Future Tense

Mobile Carriers Are Officially Out of Control, but Congress Won’t Rein Them In

Oh, Verizon

Photo by Spencer Platt/Getty Images

It’s almost impossible at this point to imagine America’s major telecommunications companies behaving in socially responsible ways, given their consistent record of poor service and oligopolistic practices. So while the latest disclosures—including potentially dramatic privacy abuses—may not be surprising, they do tell us once again that we need to deploy countermeasures along with better public policies.

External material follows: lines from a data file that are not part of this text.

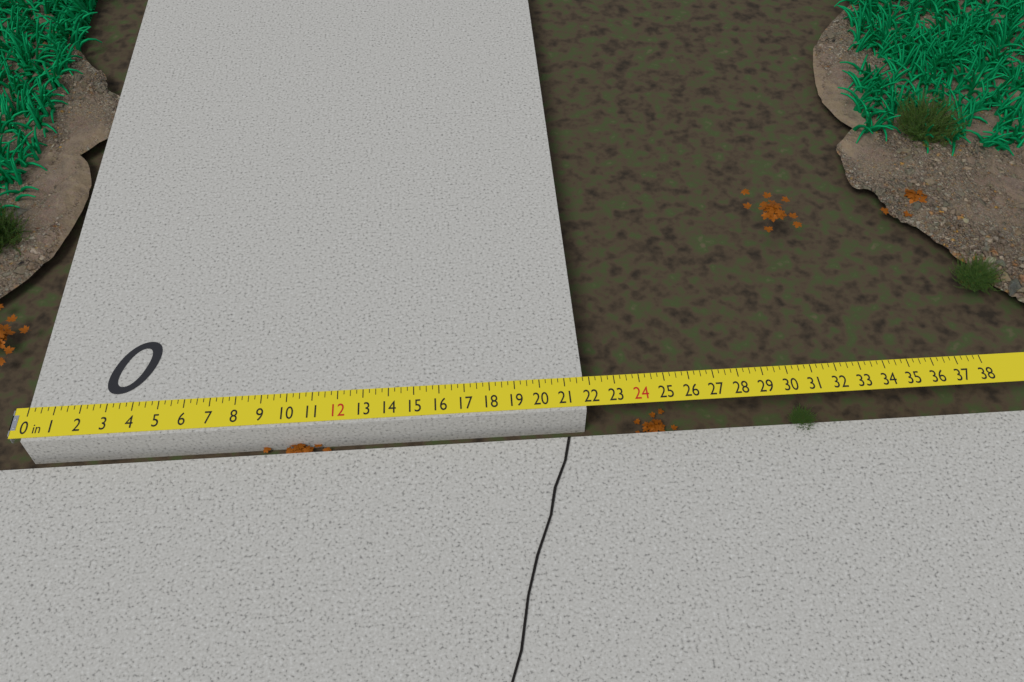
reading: 21.75 in
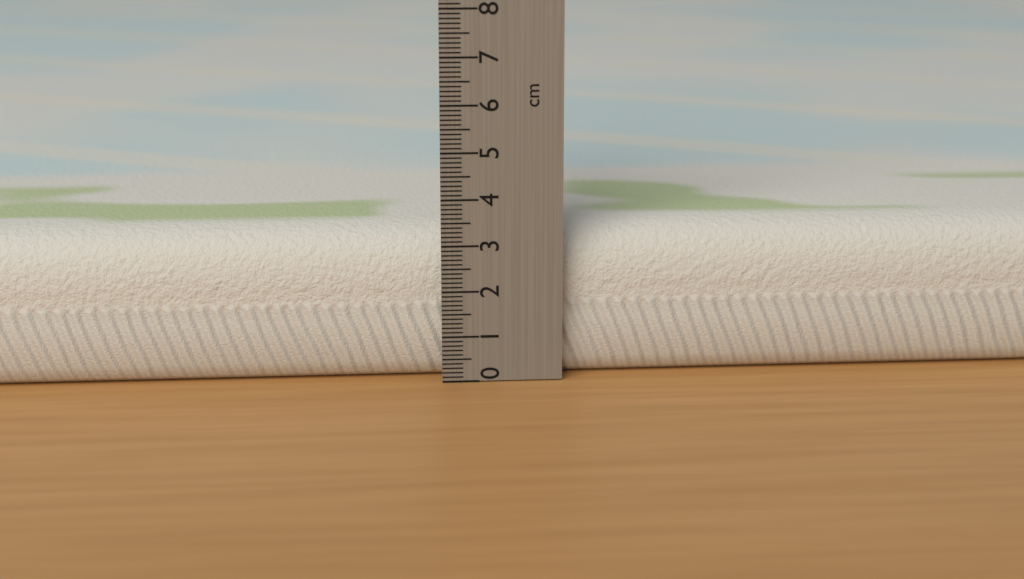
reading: 3.3 cm
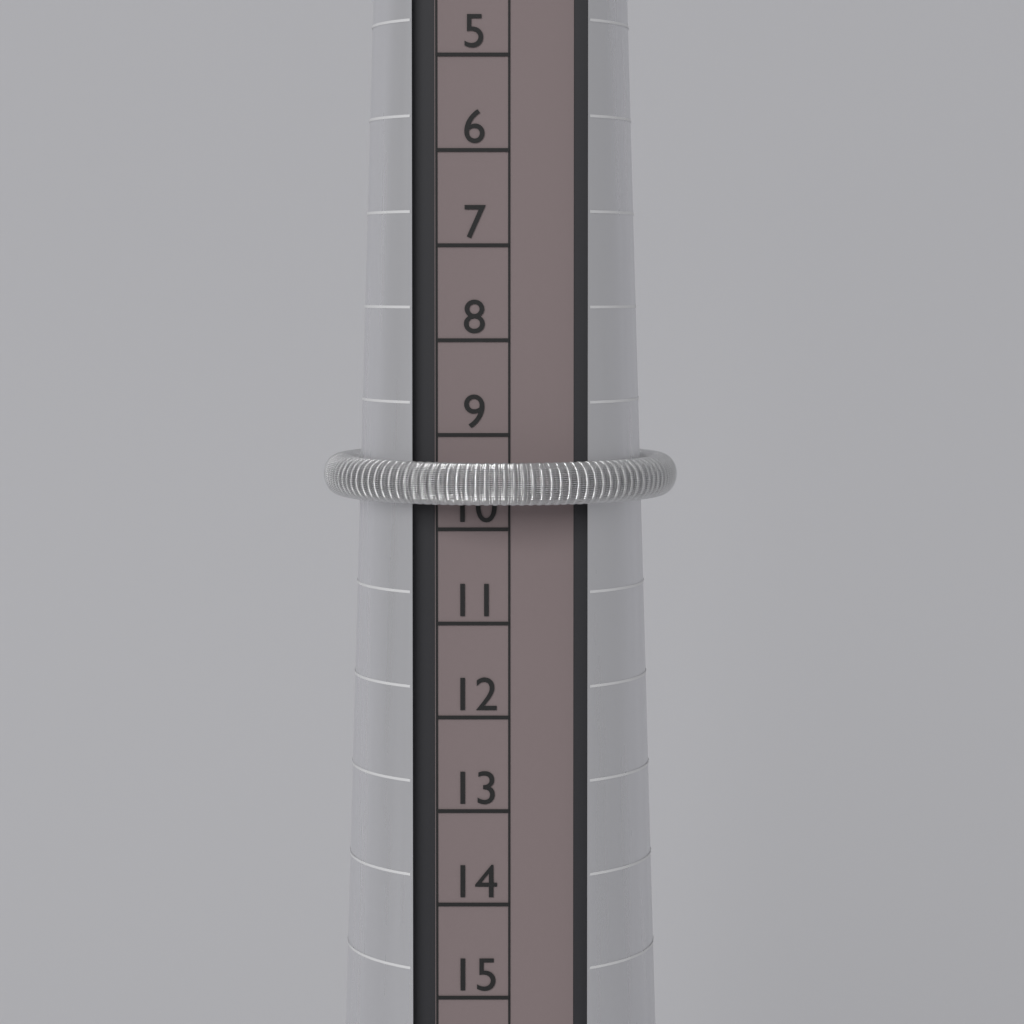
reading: 9.7 (no unit)
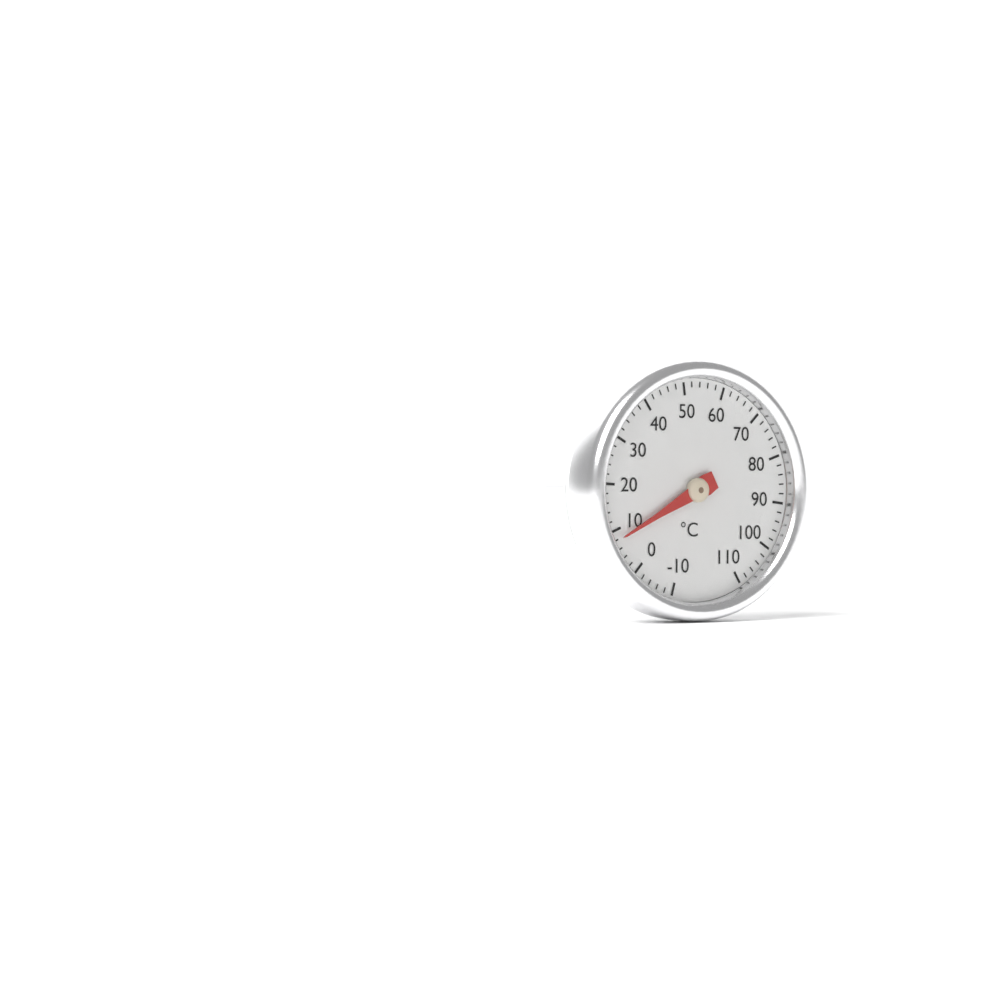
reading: 8 °C
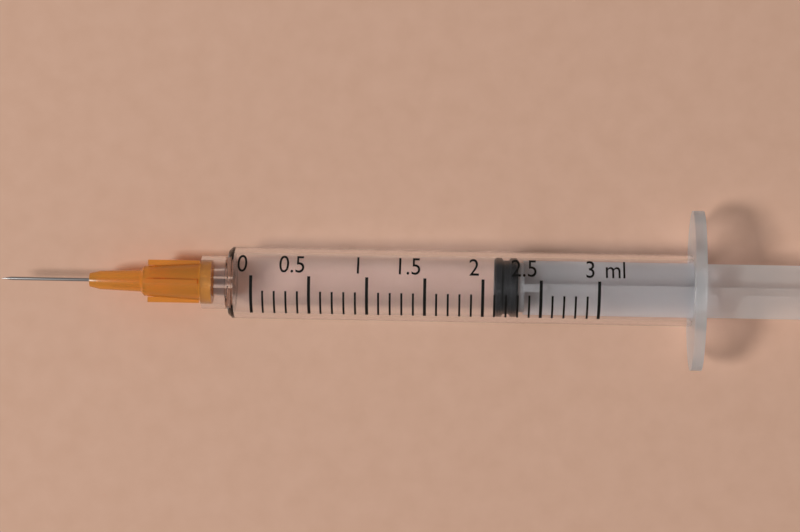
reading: 2.1 ml
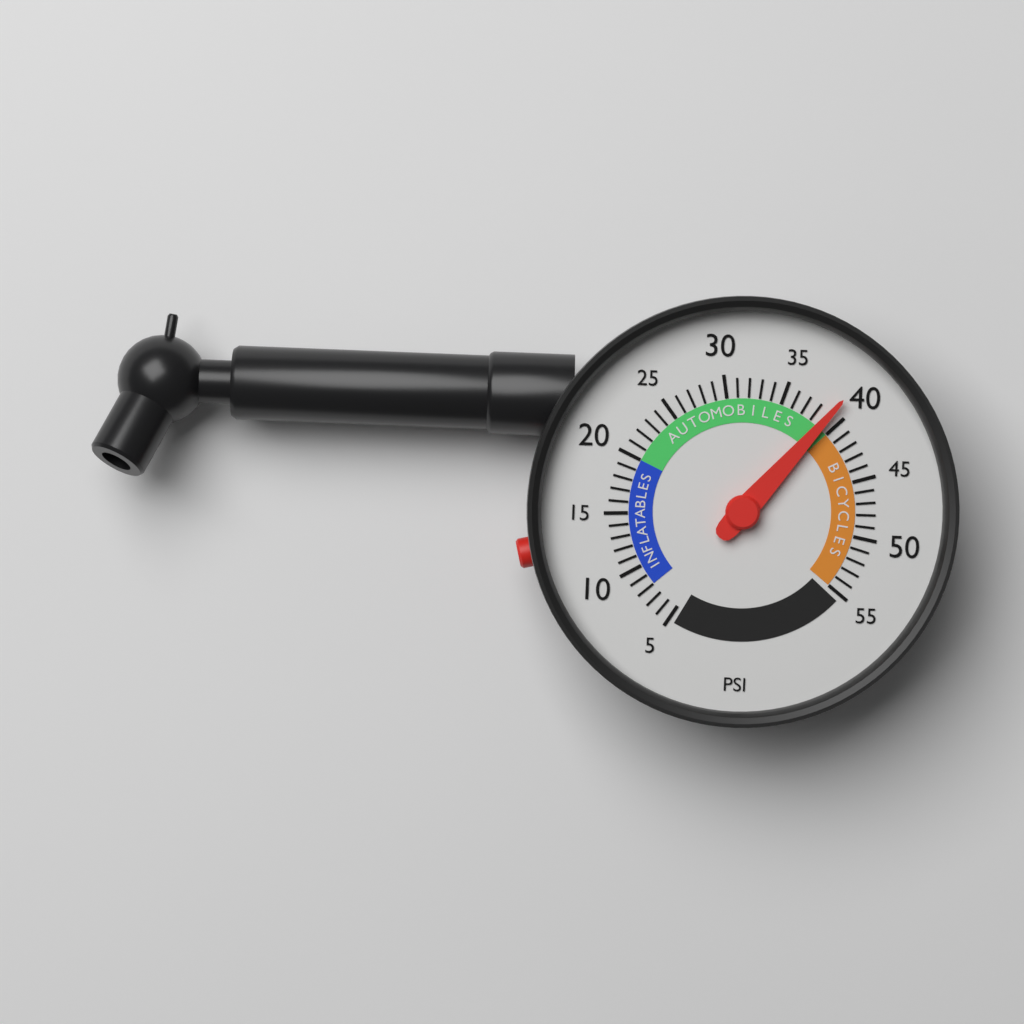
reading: 39 psi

I’d call the most recent news par for the telecom course, but the arrogance quotient seems to be rising. Here are the highlights:

  • For more than two years, according to a variety of reports, Verizon has been mucking with customers’ mobile browser connections with sites they visit, adding a string of characters it calls a “Unique Identifier Header”—what amounts to a “perma-cookie” that can, and surely will, be used to track mobile customers around the Web. (Here are some technical details.) This is a boon to advertisers but a bane to people who want better privacy. Wired quotes a Verizon representative who says customers can’t fully opt out of this. And, as it turns out, AT&T is “testing” the same kind of interference with users’ browsing (though it tells Forbes that users will be able to opt out entirely).
  • The Federal Trade Commission sued AT&T for sleazy business practices, saying the company drastically slowed down connections for customers whose service plans included “unlimited” data. AT&T punched back, saying all this was disclosed. From my perspective, the company defines unlimited as something akin to “use all you want, as long as we can make the experience so painful you’ll stop trying.”
  • Meanwhile, Verizon has launched a technology-news website called SugarString that, according to the Daily Dot, forbids its writers from covering U.S. surveillance or network neutrality. Not coincidentally, Verizon has been one of the government’s best partners in spying on our communications, and is one of the leaders of the telecommunications industry’s drive to take full control of the Internet. So if you find yourself on this site, which gets no link from me, keep in mind that it’s brought to you by a company that has no intention of helping you get the full story. (At least Verizon discloses its ownership.)

That’s just the latest in a litany of misdeeds.

Of the above examples, Verizon’s (and AT&T’s) tracking  may be the creepiest. We buy our service for one reason: to get connected. When mobile carriers—a cozy cartel, in the United States, of just four major companies (and a bunch of smaller ones that typically buy connections from the big four)—impose themselves in the middle of our connections to data services we want to use, they are abusing their power, period.

What can we do about this? Here are three basic options.

First, use a “virtual private network,” which creates an encrypted data tunnel to a third-party that, in turn, forwards our Web requests along. VPNs are essential for anyone who uses public Wi-Fi networks, and a good idea for everyone else.

The problem with VPNs is also trust, however. How do we know the companies providing them aren’t playing their own games with our requests, for example? We have to take their word for it when they say they aren’t, but they tend to be extremely opaque operations in most ways. There’s a lot more competition among VPN services than among mobile ISPs, however. So if we ever discovered that one VPN service was abusing customers’ privacy, moving to another would be trivially easy. (I’d like to see some deep investigative journalism about VPN services.)

Second, Congress and/or regulatory agencies could forbid telecommunications companies from mucking with our URLs this way. Given lawmakers’ fealty to big business, and the Republican-imposed congressional gridlock, we can’t expect much from Congress. Does the FTC or the Federal Communications Commission have the power to stop this kind of ISP tampering? That’s unclear.

Third, Congress and/or the FCC could create the conditions for more competition, by requiring the dominant carriers to share their networks—at a fair price—with ISP competitors. This is even less likely, even though it’s by far the best solution.

Who elected the telecommunications giants, anyway? Government did, by initially giving them special rights and then letting them wipe out most competition. At the rate we’re going, these abusive oligopolists will control our communications in pretty much any way they choose. We can’t let this happen.